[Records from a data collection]
· · ·

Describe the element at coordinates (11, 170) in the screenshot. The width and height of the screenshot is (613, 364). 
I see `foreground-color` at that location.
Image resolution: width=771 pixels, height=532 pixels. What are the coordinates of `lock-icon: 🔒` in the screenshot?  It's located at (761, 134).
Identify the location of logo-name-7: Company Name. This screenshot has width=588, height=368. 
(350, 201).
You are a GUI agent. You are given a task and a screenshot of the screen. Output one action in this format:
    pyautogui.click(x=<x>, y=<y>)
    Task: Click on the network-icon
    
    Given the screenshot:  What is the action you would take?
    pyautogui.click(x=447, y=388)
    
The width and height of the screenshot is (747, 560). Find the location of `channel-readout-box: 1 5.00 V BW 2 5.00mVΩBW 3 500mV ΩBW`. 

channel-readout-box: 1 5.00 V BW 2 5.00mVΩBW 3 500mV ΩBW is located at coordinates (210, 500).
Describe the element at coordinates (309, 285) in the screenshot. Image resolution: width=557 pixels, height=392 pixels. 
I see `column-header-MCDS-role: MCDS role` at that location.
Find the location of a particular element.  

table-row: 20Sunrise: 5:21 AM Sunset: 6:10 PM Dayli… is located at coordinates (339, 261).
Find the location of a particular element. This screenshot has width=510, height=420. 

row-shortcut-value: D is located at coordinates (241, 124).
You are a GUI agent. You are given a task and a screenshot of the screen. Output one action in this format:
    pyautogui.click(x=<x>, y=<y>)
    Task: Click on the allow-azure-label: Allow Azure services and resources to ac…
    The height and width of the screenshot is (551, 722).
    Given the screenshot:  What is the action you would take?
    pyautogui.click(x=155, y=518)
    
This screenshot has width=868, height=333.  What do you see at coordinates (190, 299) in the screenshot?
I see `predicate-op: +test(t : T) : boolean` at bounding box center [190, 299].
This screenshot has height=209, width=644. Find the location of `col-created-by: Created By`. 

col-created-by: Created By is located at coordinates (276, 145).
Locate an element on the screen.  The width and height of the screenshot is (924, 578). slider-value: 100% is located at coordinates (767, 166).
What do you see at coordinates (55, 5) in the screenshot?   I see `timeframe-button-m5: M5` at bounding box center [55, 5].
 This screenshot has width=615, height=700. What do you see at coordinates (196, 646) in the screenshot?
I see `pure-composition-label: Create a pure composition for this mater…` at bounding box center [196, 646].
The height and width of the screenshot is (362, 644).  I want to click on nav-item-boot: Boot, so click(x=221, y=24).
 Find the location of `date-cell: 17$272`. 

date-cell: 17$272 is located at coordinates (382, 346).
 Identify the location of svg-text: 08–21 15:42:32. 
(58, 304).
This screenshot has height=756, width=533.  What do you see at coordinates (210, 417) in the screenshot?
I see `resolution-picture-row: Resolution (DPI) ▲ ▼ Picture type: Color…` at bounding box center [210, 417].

· · ·

## Work task
Look back at the entries above and repeat, unchanged, every line from the line holding "Task: Click on the allow-azure-label: Allow" through the line holding "Locate an element".

## Expected answer
    Task: Click on the allow-azure-label: Allow Azure services and resources to ac…
    The height and width of the screenshot is (551, 722).
    Given the screenshot:  What is the action you would take?
    pyautogui.click(x=155, y=518)
    
This screenshot has width=868, height=333.  What do you see at coordinates (190, 299) in the screenshot?
I see `predicate-op: +test(t : T) : boolean` at bounding box center [190, 299].
This screenshot has height=209, width=644. Find the location of `col-created-by: Created By`. 

col-created-by: Created By is located at coordinates (276, 145).
Locate an element on the screen.  The width and height of the screenshot is (924, 578). slider-value: 100% is located at coordinates (767, 166).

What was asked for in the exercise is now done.